We Are Called to Stand
We are called to combat the materialism and selfish pursuit of pleasure in our culture. We’re called to oppose our culture’s worship of individualism, its glorification of violence, its sexual immorality, its unjust domestic and international policies.
Christians need to stand against scientific naturalism—the belief that reality and truth are defined solely by natural processes that can be proved with scientific evidence.
We need to stand against the rampant relativism of our day that says there is no ultimate right or wrong, nothing good or bad, only personal preferences and social customs.
We need to stand against the cynicism that postmodern university culture has fostered because it believes there is no real meaning to life.
The natural tendency toward cultural and intellectual conformity is strong. At many formerly Christian universities recognition of and opposition to the antithesis (the conflicts caused by sin and brokenness) fell away with the decline of faith commitments and piety. None of these institutions sustained a “missionary confrontation” with the surrounding culture.
Embracing and balancing piety, common grace, and the antithesis in our teaching and learning, our research and scholarship, and our personal and communal living is no easy task. Few colleges or universities have been able to sustain higher education before the face of God.
I have learned over the years, especially from my Kuyperian mentor, Richard Mouw, that piety provides the spiritual resources needed to embrace and balance common grace and the antithesis.

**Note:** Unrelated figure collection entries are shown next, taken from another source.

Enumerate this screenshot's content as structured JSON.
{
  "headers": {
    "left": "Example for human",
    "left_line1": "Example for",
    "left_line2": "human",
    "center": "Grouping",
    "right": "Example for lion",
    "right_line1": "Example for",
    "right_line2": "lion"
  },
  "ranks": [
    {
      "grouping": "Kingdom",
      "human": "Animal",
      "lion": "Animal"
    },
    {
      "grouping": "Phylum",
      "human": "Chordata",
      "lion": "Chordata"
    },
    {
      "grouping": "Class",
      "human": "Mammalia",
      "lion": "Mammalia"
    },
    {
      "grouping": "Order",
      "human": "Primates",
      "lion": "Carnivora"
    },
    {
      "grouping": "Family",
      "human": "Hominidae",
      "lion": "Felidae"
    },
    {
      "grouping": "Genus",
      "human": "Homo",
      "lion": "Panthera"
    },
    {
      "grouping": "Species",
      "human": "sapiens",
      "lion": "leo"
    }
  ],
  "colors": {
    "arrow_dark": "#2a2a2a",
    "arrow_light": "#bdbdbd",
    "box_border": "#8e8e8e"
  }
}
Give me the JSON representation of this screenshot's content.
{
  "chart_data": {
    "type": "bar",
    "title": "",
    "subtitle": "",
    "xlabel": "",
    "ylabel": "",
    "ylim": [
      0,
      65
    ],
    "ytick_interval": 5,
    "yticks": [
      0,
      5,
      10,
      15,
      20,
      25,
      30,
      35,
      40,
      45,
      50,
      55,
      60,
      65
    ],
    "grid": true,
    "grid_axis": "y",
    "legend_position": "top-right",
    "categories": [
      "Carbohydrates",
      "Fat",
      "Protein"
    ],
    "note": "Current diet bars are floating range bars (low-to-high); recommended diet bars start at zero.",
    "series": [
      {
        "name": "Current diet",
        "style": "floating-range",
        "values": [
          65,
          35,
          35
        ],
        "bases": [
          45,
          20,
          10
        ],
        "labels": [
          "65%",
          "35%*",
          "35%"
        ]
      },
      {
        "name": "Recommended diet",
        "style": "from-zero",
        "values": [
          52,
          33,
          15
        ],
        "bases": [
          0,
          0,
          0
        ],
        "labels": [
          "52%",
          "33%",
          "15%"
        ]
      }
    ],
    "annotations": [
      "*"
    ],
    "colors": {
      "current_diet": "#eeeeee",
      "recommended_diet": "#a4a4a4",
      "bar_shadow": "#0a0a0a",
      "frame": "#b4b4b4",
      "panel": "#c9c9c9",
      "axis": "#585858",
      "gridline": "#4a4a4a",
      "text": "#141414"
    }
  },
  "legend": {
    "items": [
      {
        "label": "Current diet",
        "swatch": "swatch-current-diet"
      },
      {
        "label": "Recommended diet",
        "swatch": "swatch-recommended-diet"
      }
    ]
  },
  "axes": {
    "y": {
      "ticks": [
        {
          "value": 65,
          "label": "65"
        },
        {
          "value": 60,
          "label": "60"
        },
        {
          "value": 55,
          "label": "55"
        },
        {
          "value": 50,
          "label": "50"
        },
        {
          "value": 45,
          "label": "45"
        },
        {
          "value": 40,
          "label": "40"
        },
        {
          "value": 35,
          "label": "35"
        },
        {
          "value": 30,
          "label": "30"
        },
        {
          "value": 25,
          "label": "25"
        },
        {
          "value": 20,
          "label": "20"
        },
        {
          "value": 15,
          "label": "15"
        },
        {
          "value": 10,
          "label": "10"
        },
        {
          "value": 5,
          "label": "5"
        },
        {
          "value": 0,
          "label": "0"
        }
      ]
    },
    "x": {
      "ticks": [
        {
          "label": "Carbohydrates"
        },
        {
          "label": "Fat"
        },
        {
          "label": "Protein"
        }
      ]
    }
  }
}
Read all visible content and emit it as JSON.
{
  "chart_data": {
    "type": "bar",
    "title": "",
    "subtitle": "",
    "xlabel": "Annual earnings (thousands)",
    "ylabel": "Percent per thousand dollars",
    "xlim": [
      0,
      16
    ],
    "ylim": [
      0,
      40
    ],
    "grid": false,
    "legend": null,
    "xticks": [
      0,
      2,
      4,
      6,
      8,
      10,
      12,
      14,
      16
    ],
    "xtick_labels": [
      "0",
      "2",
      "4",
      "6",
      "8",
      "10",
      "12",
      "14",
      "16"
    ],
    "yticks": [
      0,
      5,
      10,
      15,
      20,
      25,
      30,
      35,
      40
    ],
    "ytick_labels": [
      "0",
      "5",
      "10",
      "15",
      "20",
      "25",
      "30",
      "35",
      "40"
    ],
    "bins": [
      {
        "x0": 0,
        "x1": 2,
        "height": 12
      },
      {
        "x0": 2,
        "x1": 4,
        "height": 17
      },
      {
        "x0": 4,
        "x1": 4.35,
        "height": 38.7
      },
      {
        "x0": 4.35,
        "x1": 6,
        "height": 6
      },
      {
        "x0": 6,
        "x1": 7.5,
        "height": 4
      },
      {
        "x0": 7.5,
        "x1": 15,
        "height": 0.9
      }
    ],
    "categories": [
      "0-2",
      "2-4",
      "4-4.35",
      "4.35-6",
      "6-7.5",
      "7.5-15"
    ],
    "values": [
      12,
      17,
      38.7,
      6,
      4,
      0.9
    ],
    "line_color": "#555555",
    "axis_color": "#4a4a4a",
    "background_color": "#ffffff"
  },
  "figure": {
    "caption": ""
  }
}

By developing and practicing piety, a true knowledge of God’s world and his common grace, and an awareness of the antithesis, we can know and live with certainty, as Martin Luther wrote in his Reformation hymn, that “God’s truth abideth still; his kingdom is forever.”
Consistently doing education coram deo is a worthy and wonderful calling. It’s the challenging and meaningful task God has given us. May God grant us the intellect, the self-awareness, the love, the truthfulness, the courage, and the grace to confront the task before us.
About the Author
Gaylen J. Byker is the president of Calvin College, Grand Rapids, Mich.